Real World Evidence Evidence & Data Partnerships

Oct 14, 2014 - Oct 15, 2014, Bethesda

This year real patient data will change healthcare.

Two Patients Remain HIV Free After Bone Marrow Transplant

Two HIV-positive patients who received bone marrow transplants to cure leukemia appear virus-free despite stopping treatment with antivirals, the researchers from the Brigham and Women’s Hospital in Boston announced Wednesday.



While cautioning that it’s still too early to proclaim triumph over the deadly virus, the results nevertheless bring new hope that HIV could someday be cured rather than controlled with burdensome therapy.

The results of the study are being presented by Dr. Timothy Henrich at a meeting of the International AIDS Society in Kuala Lumpur, Malaysia, following a presentation at a conference in Washington D.C. from a year ago. However, at the time patients still remained on anti-AIDS treatment regime, which now has been stopped, and the patients have been treatment free for 15 and seven weeks, respectively, which means they’re nearing the moment when the window for re-emergence of the virus will close. Typically, HIV strikes back immediately after the treatment is stopped but it can take up to 12 weeks for the disease to re-emerge.

Both patients were treated at the Brigham and Women’s Hospital in Boston for blood cancer, but unlike other patients with the condition they did not ever stop taking their AIDS medicines to take chemotherapy. Doctors have theorized that this kept HIV levels low enough that their new immune cells were never infected.  "While these results are exciting, they do not yet indicate that the men have been cured," said Timothy Henrich, from the division of infectious diseases at Brigham. "Long-term follow up of at least one year will be required to understand the full impact of a bone marrow transplant on HIV persistence."

Nevertheless, the implications of the two cases aren’t clear. They could affect how HIV patients who need transplants for other reasons are treated, said Steven Deeks, an AIDS researcher at University of California San Francisco who wasn't involved in the cases. But "no one would want to trade their antiretroviral drugs for a transplant," he said. "The side effects and risks of a transplant are just too great." . There is a 15-20% mortality rate and the patient has to take drugs to suppress their immune system thereafter. But the experiences of the two men will teach scientists a great deal more about how to combat the virus.

To date, there have been two reports of patients being cured of HIV. One was Timothy Brown, known as the ‘Berlin patient’, who received a bone marrow transplant from a donor with a CCR5 mutation that protects cells from HIV infection. Experimental gene therapy is now being developed by a biotechnology company in the US, but if the two new cases prove to be successful, the mutation might not be necessary. In March, it was reported that an infant had been cured of HIV by intensive treatment that began soon after infection.

HIV epidemic has so far killed 25 million people. While the cure remains elusive, earlier this month a study in Lancet described a once-a-day pill that lowers the risk of infection by 50% in high risk populations like heroin users.

“This is an important study,” said Dr. Anthony Fauci, director of the National Institute of Allergy and Infectious Diseases, who was not involved in the study. “There were people who said you couldn’t treat injecting drug users at all.”



Real World Evidence Evidence & Data Partnerships

Oct 14, 2014 - Oct 15, 2014, Bethesda

This year real patient data will change healthcare.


Exercise: In your copy of the data, include no pictures and alter nothing else.

Raw data:
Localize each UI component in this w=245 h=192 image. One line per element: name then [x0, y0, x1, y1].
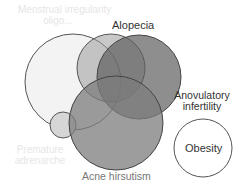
alopecia-label: Alopecia [112, 20, 154, 31]
menstrual-label-line1: Menstrual irregularity [18, 4, 98, 15]
menstrual-label: Menstrual irregularity oligo... [18, 4, 98, 26]
menstrual-label-line2: oligo... [18, 15, 98, 26]
acne-hirsutism-label: Acne hirsutism [82, 171, 151, 182]
premature-label-line1: Premature [12, 144, 68, 155]
anovulatory-label: Anovulatory infertility [172, 90, 232, 112]
acne-hirsutism-circle [69, 76, 163, 170]
premature-adrenarche-label: Premature adrenarche [12, 144, 68, 166]
premature-label-line2: adrenarche [12, 155, 68, 166]
obesity-label: Obesity [185, 143, 222, 154]
anovulatory-label-line2: infertility [172, 101, 232, 112]
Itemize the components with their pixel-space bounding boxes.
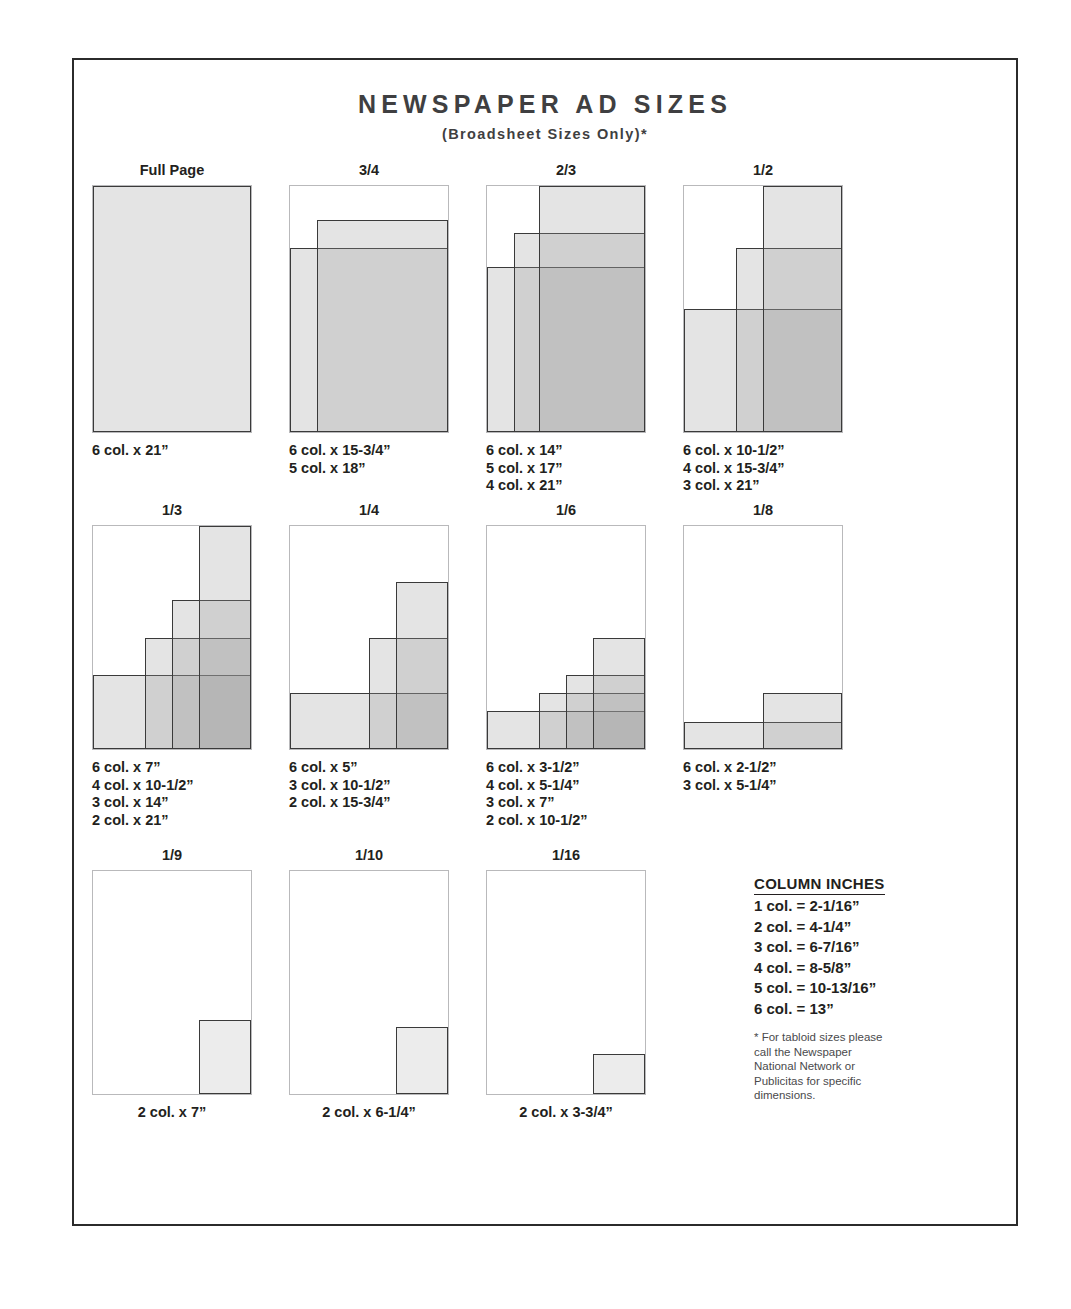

Task answer:
Localize each UI component in this w=245 h=192 image. One line per element: name then [x0, y0, x1, y1].
alopecia-label: Alopecia [112, 20, 154, 31]
menstrual-label-line1: Menstrual irregularity [18, 4, 98, 15]
menstrual-label: Menstrual irregularity oligo... [18, 4, 98, 26]
menstrual-label-line2: oligo... [18, 15, 98, 26]
acne-hirsutism-label: Acne hirsutism [82, 171, 151, 182]
premature-label-line1: Premature [12, 144, 68, 155]
anovulatory-label: Anovulatory infertility [172, 90, 232, 112]
acne-hirsutism-circle [69, 76, 163, 170]
premature-adrenarche-label: Premature adrenarche [12, 144, 68, 166]
premature-label-line2: adrenarche [12, 155, 68, 166]
obesity-label: Obesity [185, 143, 222, 154]
anovulatory-label-line2: infertility [172, 101, 232, 112]
Itemize the components with their pixel-space bounding boxes.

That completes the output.